On Thu, Dec 22, 2016 at 08:01:46PM -0600, drlegendre . wrote:
"The Z80 had more players and more names than all
the rest"
And yet it was essentially a bit-player in the days of
the 'home computer'
revolution - at least in the US. CBM, Apple, Atari - the three big names in
home computers, all went with the 6502 family. And perhaps even more
importantly, so did Nintendo, in the NES. The main use of Z80 in US home
computing was in the absurdly small Timex / Sinclair ZX80 series - with their
awful cramped membrane keyboards and seriously limited sound & video.
The "at least in the US" caveat is important :)
Sinclair's Z80-based ZX Spectrum was outrageously successful in the UK. Every
teenage bedroom seemed to have one by the late 1980s. The various 6502-based
machines from Acorn and Commodore were relatively uncommon, and I've seen
exactly one Apple II.
People who know Uncle Clive's unwillingness to spend a penny more than he has
to on bulding computers may wonder why they selected the relatively expensive
Z80 over the 6502, but it was because they managed to trick the Z80's
address-fetcting and instruction decoding cycle into generating video on the
ZX80 and ZX81, and thus saved more money elsewhere. It wasn't until the
Spectrum that they bothered with DMA like proper computers, and then didn't
*need* to stick with the Z80, but chose to keep it anyway.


▶ Work task
Find the number of lines containing the string "length" in the data. Answer with the number by itself.

====== Exercise materials ======

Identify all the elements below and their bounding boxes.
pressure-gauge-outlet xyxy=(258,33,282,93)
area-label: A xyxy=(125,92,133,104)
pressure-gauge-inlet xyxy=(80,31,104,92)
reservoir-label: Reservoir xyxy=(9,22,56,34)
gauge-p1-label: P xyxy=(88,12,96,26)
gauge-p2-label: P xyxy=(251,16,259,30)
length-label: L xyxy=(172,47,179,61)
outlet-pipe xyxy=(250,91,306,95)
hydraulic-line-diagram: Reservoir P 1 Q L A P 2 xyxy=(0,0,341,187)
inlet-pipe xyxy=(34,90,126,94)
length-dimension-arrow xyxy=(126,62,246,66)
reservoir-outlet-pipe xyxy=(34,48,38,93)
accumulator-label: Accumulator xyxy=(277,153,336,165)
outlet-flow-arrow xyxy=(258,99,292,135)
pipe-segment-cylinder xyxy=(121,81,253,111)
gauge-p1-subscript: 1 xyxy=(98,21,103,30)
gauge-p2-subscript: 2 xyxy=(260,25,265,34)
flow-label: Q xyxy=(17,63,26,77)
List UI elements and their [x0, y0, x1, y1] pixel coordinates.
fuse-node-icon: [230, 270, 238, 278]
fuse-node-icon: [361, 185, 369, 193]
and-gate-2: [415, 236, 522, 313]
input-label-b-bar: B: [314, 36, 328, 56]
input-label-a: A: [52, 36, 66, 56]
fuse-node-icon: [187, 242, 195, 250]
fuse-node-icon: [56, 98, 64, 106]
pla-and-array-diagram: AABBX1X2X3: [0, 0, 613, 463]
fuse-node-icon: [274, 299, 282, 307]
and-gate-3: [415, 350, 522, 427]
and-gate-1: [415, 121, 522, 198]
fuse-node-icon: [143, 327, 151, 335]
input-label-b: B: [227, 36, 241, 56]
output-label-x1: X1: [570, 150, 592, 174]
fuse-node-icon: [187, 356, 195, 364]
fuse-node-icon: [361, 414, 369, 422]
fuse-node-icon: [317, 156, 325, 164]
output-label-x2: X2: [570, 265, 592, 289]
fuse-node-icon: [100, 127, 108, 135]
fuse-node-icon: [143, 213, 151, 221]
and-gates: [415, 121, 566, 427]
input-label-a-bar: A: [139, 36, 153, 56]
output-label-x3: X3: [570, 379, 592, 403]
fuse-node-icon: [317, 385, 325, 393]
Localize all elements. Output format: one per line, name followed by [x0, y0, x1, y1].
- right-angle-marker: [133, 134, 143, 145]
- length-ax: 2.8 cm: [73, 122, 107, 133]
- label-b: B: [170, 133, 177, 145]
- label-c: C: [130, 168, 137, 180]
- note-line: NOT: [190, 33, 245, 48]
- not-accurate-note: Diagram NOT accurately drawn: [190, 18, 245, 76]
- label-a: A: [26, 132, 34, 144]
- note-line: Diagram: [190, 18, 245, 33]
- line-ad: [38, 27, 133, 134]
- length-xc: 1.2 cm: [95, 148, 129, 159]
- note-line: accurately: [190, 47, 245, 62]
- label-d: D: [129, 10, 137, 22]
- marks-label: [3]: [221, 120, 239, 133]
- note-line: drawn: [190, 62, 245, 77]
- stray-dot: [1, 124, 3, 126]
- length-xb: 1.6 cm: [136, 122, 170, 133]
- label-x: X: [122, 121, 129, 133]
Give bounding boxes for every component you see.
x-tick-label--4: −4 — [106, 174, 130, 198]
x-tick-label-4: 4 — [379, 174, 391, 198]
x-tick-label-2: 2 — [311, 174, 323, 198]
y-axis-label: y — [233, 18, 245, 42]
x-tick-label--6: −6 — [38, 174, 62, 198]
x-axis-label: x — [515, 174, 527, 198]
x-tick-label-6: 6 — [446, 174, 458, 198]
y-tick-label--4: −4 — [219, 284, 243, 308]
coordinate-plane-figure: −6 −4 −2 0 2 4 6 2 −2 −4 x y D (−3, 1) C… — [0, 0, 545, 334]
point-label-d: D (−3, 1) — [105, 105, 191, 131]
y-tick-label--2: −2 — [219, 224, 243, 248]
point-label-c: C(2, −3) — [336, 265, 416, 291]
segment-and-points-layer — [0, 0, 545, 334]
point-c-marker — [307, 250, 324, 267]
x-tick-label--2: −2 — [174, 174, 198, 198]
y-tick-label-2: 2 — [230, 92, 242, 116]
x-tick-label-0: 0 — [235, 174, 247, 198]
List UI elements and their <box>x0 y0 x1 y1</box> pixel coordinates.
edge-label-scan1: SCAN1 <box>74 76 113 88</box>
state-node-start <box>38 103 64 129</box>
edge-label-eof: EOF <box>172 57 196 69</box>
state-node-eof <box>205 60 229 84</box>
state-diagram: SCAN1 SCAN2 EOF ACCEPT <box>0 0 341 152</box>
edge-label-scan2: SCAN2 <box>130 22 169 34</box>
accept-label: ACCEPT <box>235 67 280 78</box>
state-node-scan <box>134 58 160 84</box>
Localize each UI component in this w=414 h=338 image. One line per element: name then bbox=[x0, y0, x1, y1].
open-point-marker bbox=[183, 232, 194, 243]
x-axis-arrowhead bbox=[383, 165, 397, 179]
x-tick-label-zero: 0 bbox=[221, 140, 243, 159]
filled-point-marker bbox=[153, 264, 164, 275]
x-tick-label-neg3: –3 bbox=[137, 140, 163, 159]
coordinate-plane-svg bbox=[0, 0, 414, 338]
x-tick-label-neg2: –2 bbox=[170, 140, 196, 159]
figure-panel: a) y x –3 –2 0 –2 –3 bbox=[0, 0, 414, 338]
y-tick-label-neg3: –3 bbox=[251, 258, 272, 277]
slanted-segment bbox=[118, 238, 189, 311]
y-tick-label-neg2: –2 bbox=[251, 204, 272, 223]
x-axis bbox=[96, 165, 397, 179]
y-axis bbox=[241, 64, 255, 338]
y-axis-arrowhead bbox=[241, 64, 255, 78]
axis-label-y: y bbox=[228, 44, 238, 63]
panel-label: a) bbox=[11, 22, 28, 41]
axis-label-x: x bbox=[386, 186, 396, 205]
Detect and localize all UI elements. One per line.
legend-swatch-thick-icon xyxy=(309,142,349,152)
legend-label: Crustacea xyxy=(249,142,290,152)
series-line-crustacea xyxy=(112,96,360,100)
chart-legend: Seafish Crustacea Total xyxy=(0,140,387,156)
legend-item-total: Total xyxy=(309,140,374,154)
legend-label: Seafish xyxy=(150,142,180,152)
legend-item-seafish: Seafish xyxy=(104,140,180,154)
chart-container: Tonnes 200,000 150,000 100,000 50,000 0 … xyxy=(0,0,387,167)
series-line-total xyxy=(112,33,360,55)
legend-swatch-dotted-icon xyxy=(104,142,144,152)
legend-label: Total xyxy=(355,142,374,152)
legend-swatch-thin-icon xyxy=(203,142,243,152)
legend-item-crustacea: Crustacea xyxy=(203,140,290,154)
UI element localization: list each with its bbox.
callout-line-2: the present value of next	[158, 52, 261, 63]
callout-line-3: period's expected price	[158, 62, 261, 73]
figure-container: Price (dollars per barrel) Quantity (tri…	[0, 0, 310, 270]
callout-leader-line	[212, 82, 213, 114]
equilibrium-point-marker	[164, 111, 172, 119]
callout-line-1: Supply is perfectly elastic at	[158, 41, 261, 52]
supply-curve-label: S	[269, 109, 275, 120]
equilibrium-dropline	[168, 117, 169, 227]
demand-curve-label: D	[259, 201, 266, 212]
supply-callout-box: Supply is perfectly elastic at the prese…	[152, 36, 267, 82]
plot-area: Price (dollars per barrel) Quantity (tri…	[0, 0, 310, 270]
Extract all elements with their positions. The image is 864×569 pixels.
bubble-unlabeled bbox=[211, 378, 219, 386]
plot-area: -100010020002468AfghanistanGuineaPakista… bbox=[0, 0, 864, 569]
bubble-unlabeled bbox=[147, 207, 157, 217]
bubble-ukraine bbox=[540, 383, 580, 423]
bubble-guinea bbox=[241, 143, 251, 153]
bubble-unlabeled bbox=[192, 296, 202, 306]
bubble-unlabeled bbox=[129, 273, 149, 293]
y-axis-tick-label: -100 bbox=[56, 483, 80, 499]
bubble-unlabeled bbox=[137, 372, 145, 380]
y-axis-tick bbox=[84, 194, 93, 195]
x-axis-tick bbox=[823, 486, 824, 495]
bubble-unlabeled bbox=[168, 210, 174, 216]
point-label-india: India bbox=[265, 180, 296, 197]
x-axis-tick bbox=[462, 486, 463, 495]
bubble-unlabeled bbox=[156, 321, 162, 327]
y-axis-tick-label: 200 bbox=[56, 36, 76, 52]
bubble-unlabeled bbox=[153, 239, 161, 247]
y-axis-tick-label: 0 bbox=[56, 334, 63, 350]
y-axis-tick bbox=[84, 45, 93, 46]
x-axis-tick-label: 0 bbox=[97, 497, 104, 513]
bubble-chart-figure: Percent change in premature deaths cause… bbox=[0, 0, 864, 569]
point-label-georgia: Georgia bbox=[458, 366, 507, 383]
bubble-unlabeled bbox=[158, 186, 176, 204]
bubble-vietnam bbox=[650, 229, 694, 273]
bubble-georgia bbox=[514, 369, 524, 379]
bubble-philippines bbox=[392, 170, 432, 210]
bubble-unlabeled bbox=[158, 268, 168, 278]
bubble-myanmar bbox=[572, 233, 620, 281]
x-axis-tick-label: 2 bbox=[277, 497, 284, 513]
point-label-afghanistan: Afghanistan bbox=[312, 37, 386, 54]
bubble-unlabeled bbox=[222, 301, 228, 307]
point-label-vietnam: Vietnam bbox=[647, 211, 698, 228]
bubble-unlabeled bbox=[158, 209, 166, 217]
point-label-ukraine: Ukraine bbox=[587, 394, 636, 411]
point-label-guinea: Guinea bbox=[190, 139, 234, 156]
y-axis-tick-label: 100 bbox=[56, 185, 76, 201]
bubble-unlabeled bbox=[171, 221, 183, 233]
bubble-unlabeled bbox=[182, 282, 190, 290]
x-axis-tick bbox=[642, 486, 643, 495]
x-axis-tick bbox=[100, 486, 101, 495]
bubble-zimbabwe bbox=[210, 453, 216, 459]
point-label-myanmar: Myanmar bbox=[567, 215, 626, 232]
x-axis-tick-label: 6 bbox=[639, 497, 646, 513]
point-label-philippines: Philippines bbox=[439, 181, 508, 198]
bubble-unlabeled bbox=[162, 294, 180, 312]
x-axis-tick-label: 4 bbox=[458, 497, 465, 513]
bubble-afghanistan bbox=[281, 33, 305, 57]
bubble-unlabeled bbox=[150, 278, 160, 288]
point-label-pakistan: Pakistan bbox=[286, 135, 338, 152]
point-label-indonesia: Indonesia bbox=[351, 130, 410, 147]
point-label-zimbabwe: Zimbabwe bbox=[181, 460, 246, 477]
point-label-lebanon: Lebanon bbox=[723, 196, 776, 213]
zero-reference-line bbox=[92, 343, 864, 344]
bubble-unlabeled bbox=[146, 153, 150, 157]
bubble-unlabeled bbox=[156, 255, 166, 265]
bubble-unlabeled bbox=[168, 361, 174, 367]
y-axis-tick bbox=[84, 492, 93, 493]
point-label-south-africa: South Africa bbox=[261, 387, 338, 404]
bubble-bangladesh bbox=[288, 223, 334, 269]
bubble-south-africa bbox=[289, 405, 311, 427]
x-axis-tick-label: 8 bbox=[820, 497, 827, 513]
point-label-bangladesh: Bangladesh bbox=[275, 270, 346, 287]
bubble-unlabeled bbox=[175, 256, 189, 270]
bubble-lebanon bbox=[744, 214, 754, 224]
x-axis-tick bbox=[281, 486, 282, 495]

======

▶ Answer box
5